Rediscovering My Past via Google

A while ago I did a Google search on my name, ‘Hilary Chan’, and turned up a couple unexpected items besides the usual suspects: one was this picture from the website of the Near Eastern Languages Department at the University of Washington. Yeah, it’s true, I did study Uzbek at the U.W., starting Fall of 2000 for one academic year, and then continued on with their intensive summer program in both 2001 and 2002.

uzbek-play

Graduate Teaching Assistant David Hunsicker and class member Hilary Chan play roles in modern Uzbek play staged by members of the Summer 2001 Intermediate Uzbek course

Good picture, despite the unauthentic blue jeans that both Dave and I were wearing. More interesting, though, is this other item I found, culled by Google from Nick Gall’s Furl archive:

Rated 3 in Colleagues by ngall on Jul 25, 2005 at 17:50:03 GMT. (50 views)
Hilary’s bio…

I am now living in Seattle, taking classes at the University of Washington and learning various foreign languages. Just finished an intensive 2nd year Uzbek summer program there. Before that was some 3 years of Russian. Will start 1st year Arabic in a month, I hope. Yes, folks, this is my third career — that of a linguist, sort of. I’m mostly interested in how to leverage the computer and the Internet for language learning, and mostly just the written language. So I enroll in various language classes to learn how people learn. Doing field research, the way I see it, with myself and my classmates (and sometimes my professors) as the guinea pigs. So… my first career as a computer programmer ended in 1989/1990. Last job was writing device drivers for a PC graphics card company. Second career as an artist/sculptor ended in about 1996 or 1997 — however, I continue to make and sell pottery, which I consider “craft” not “art”. Well, not the gallery or museum kind, anyway. By the way, I have an interim website up at www.hilarychan.com mostly with photos of my paintings, sculpture, and ceramic pieces. But maybe you’d be more interested in the pictures of *me* (ah sadly yes old man I have now become…) at www.hilarychan.com/who.html or perhaps even the little movie clip of me dancing the Russian/Ukrainian Kazachok (Cossack dancing, you know, squatting down real low and kicking your feet out…) at www.hilarychan.com/old (yes old man can dance too! — for a few seconds before he falls on his butt, that is.)

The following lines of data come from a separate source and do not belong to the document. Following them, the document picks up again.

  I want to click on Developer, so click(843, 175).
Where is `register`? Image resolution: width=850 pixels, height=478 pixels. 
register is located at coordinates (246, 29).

http://www.harolds928people.org/people/chan.htm

Well, well, I did indeed write the content of this bio, but it was written in the summer of 2001, soon after I finished the summer program as depicted on the photo (and yes, folks, that was before the 9/11 World Trade Center attack.) In any case, I wrote it not so much as a ‘bio’ per se, but more as an email posted to a private mailing list of some ex-Wang Labs colleagues. Later, when the group set up its web site, the content of my email (sans the date) somehow ended up as my short bio at the site.

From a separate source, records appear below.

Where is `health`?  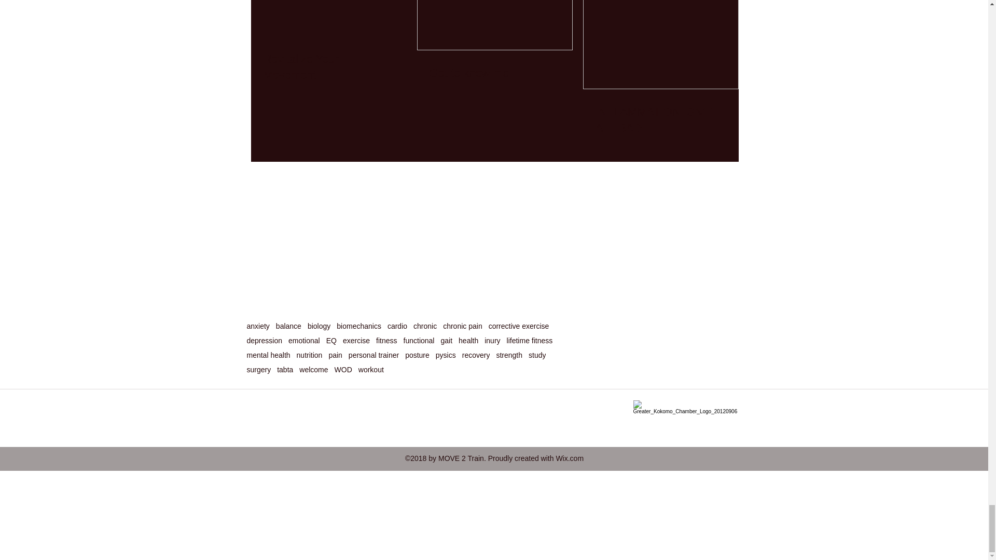 health is located at coordinates (468, 341).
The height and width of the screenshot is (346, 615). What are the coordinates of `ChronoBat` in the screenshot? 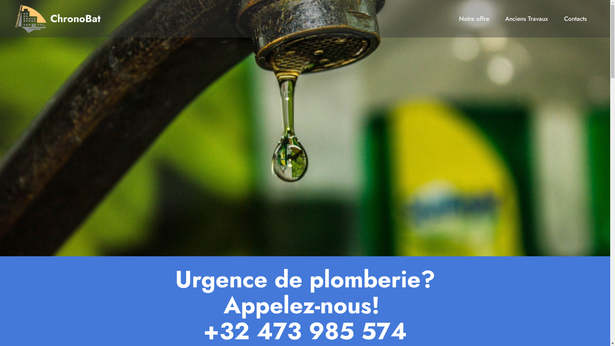 It's located at (76, 19).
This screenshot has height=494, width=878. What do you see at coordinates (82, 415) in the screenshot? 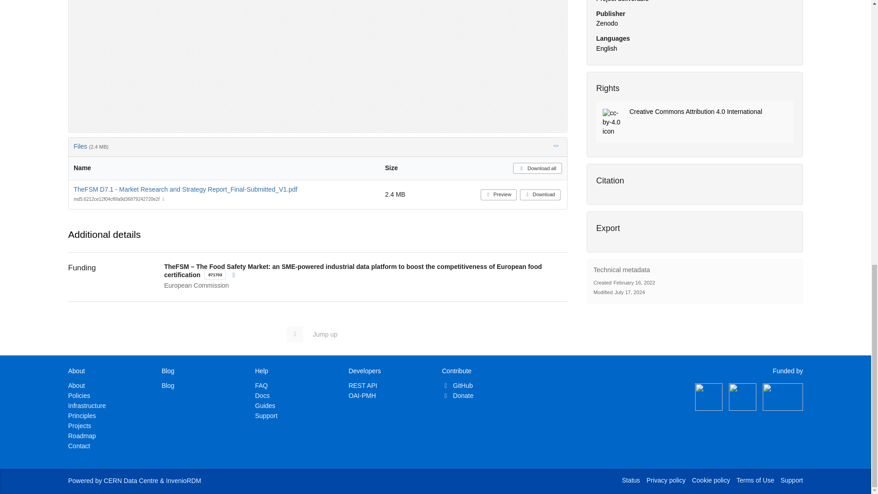
I see `Principles` at bounding box center [82, 415].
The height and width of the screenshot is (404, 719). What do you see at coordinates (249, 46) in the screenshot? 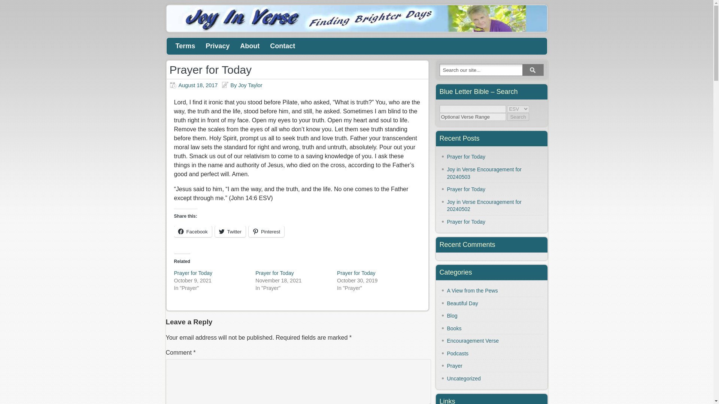
I see `About` at bounding box center [249, 46].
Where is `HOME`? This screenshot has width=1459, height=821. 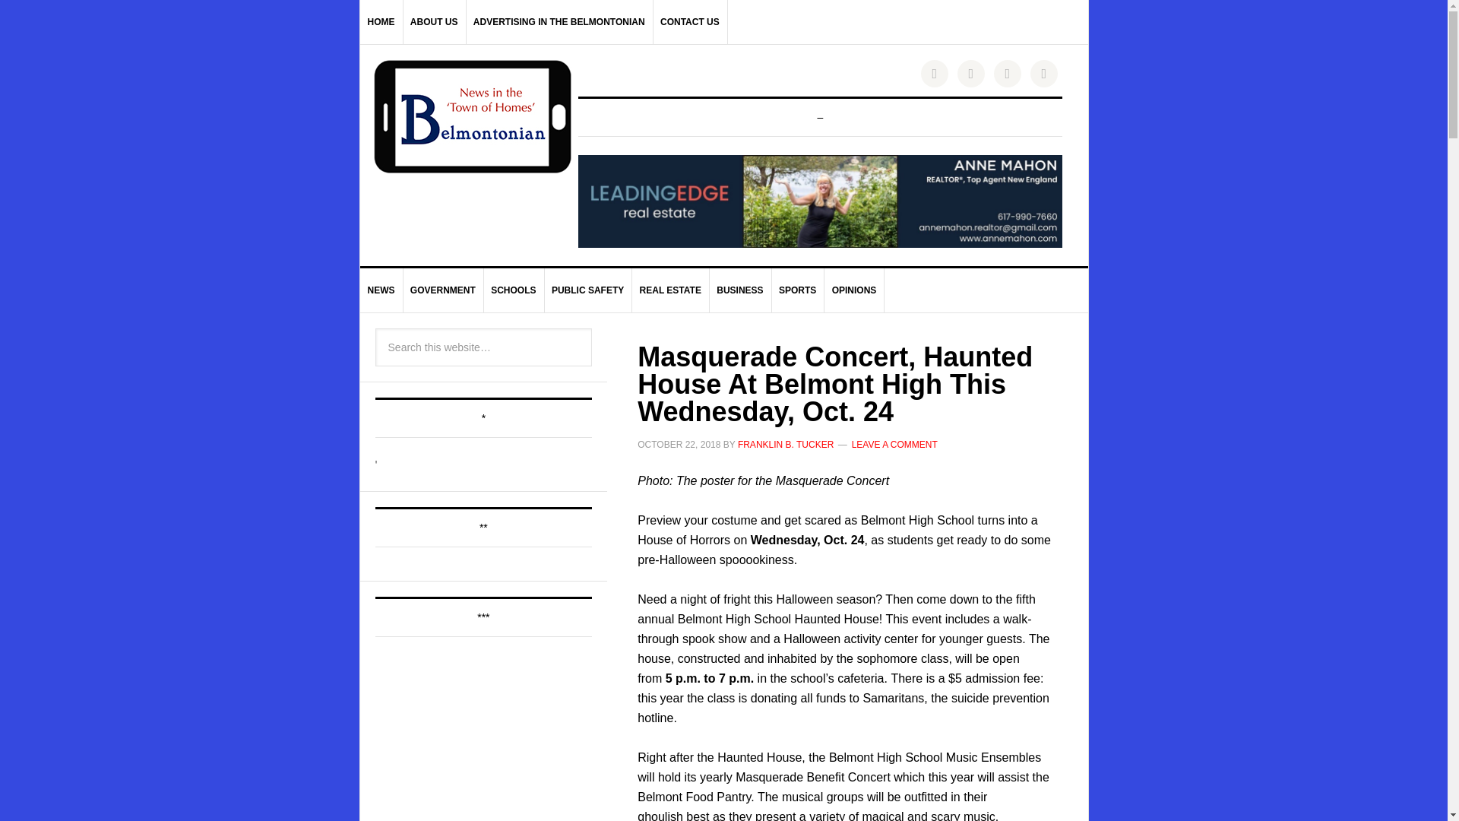
HOME is located at coordinates (382, 22).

By the time Nick found this bio at that obscure site (via Google probably, yes, Nick?) it was already mid-2005 — long after this “War on Terrorism” had become a household word, and any mention of ‘Uzbek’ or ‘Uzbekistan’ would get people to automatically assume you’re somehow associated with the CIA or something…

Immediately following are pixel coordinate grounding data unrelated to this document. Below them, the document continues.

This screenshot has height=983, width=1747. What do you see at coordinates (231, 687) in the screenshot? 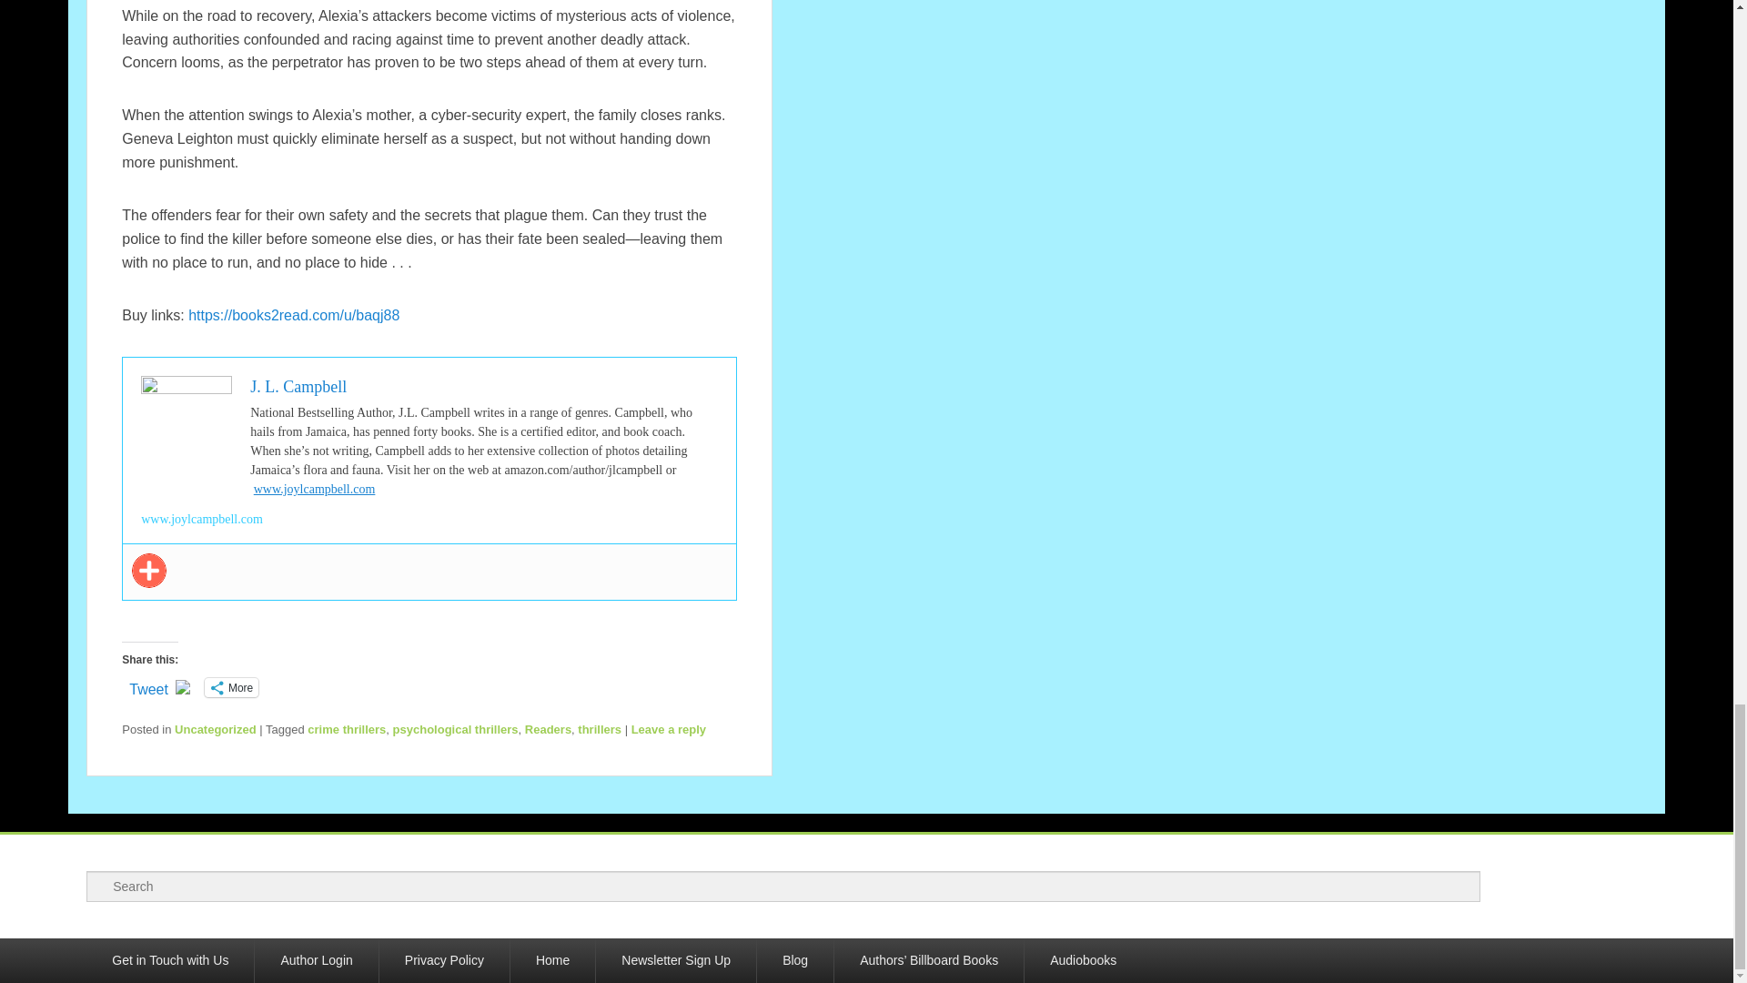
I see `More` at bounding box center [231, 687].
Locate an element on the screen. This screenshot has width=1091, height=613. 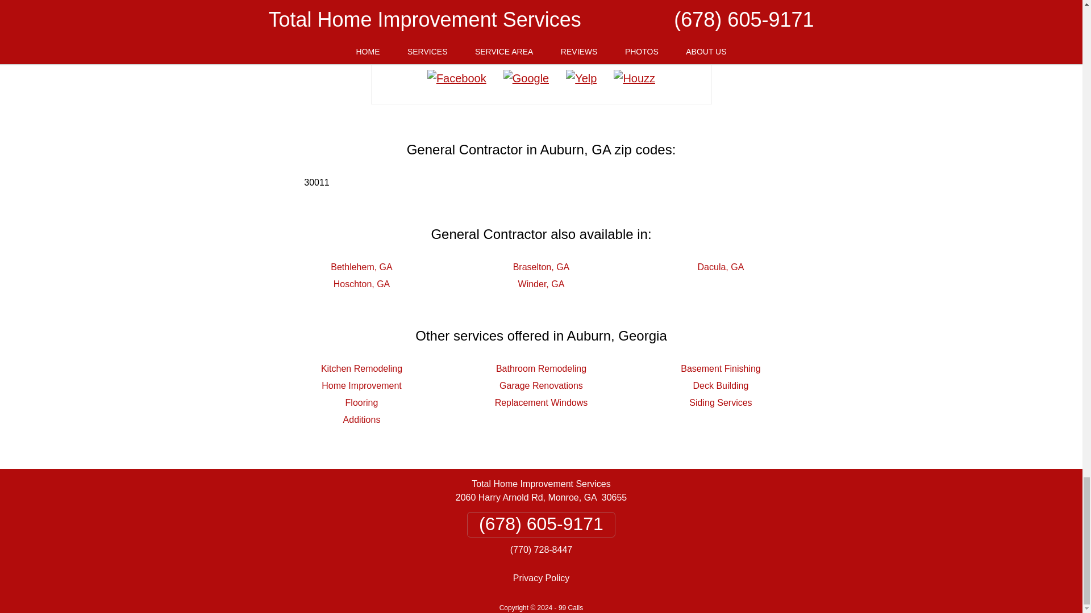
Basement Finishing is located at coordinates (720, 369).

But I’m no CIA. Let’s try to put things in perspective here: when I first started studying Uzbek, back in year 2000, these were the typical response I’d get from people:

  • “So you’re learning Uzbek? How nice. Is that a drum or a wind instrument?”
    (Answer: Neither — you are thinking of duduk, an Armenian flute, and dumbek, a Middle Eastern drum.)
     
  • “Uzbek? Is it kind of like Raku?”
    (Answer: No, Uzbek is not a pottery making process. I know, we potters are always taking up exotic processes from exotic places with exotic names… but this is not one of them.)

This CIA association in popular perception was a much later, post-9/11 development. Remember the Northern Alliance (of Afghanistan), which consists of ethnic Tajiks and ethnic Uzbeks? I’d bet that’s what got most people thinking CIA and Special Forces when they heard the word ‘Uzbek’ — which of course I have absolutely nothing to do with whatsoever…

Okay, in all fairness, this is not a bad little bio as long as it has the right timestamp of August 2001. But let’s add a couple more updates so it would be more current (now that we are already in August 2006):

  • My linguistic career is now kind of on hold for a variety of reasons, some of which I may get to write about here some other time. Stay tuned…
     
  • I have returned once again to making art — yeah, even potentially Art with the capital ‘A’, i.e. the museum and gallery kind… Not sure they’d want me back, though — see this article and look for my name in the second to last paragraph. ;-)
     
  • I never did get to study Arabic. After 9/11 all the first year Arabic classes at U.W. were overfilled with regular undergrads, with no room left for me, a non-matriculated part-timer. Instead, I continued some more with Uzbek (which also briefly saw its enrollment rise), and then did half a year of Finnish, because I was collaborating on a project with a Finnish linguist — now that’s a reallly, really different and truly fascinating language!
     
  • The Cossack dancing clip — I’ve changed web hosting service, so the clip is not there anymore. I’ll see if I can dig out the original, and then convert and upload it to my YouTube account, even though these days I tend to spend much of my time doing Greek and Balkan folkdances instead.